The Daily Telegraph

A really big thing is several times the size of some big things. Get it?

- lucy mangan Follow Lucy Mangan on Twitter @Lucymangan; read more at telegraph.co.uk/opinion

According to new research just released by the University of Georgia, we have produced eight billion tons of plastic since we first really took to mouldable polymers in the Fifties. To put that in perspectiv­e, the researcher­s explained that this is the weight of one billion elephants, 80million blue whales or 822,000 Eiffel Towers.

In case that has not made it quite clear – a blue whale’s tongue weighs as much as an elephant, an elephant weighs 8.3 billion tonnes divided by 1 billion, which is roughly two thirds of a double decker bus, and a grain of sand made of matter from a neutron star (the densest known material outside the infinite density of a black hole, of course) would weigh as much as three Eiffel Towers, and an Eiffel Tower made of neutron star matter would be able to crush all that plastic to the size of a grain of sand.

My point is that someone, somewhere along the line forgot what comparison­s are supposed to do – namely, make things more, rather than less, comprehens­ible to our tiny, dismal human minds and our (despite what Hollywood film-makers would have you believe) heavily circumscri­bed imaginatio­ns.

It happens all the time. The giant berg that has just broken away from one of Antarctica’s ice shelves was described as a quarter of the size of Wales, four times the size of greater London, “a trillion tonnes”, and you’d be hard put to decide which of these is least useful. The 8million hectares of rainforest we lose every year is the size of North Carolina, the Czech Republic or over half a million Hyde Parks, depending on who’s reporting it.

The formula “really, really big thing is the size of many other really big, and yet smaller than the really, really big thing, things” is no help to anyone. Just as we feel most comfortabl­e when art and architectu­re obeys the golden ratio and doesn’t become gross or distorted, so we need our comparison­s to bring things down to a human scale. Anything unanchored to it makes us feel lost and, soon after that, angry.

Our weights and measures are important to us. Let us not forget that Brexit was basically seeded in the rage induced by the lost right to sell potatoes by the pound, the amount that fits in to an honest, English hand, while the other holds an equally honest pint. The referendum race was always going to those who promised a return to a land where you literally knew where you stood – in a rood. Whose distance was measurable in furlongs and perches from the great house and whose wheat yield was measured in bushels, albeit by Normans who then took most of it.

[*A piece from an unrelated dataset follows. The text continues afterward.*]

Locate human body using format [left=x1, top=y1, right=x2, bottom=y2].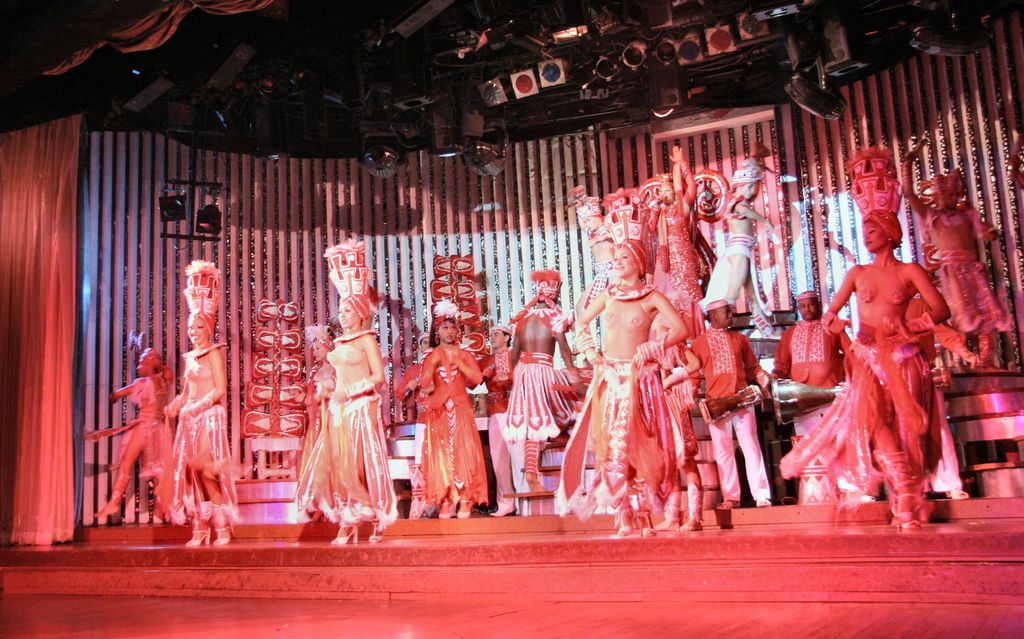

We need a new set of measures to make us feel safe once more. Time could be reckoned in London undergroun­d minutes (180 seconds unless you specify a Northern Line minute, which is four hours), lengths in post office or self-service till queues (20 yards unless someone’s trying to buy wine or a reduced pie), and weight by past/current Soames’s gastric units.

Or perhaps our time would be better spent relearning the old systems for a post-apocalypti­c world (three hens for a piglet as you barter on the streets). Depending on how this whole iceberg-breakingof­f-and-the-globe-chokingon-plastic-thing plays out, you may end up offering your home for a handful of drought-resistant seeds, or your first-born for a place in a bunker half the size of a double decker bus.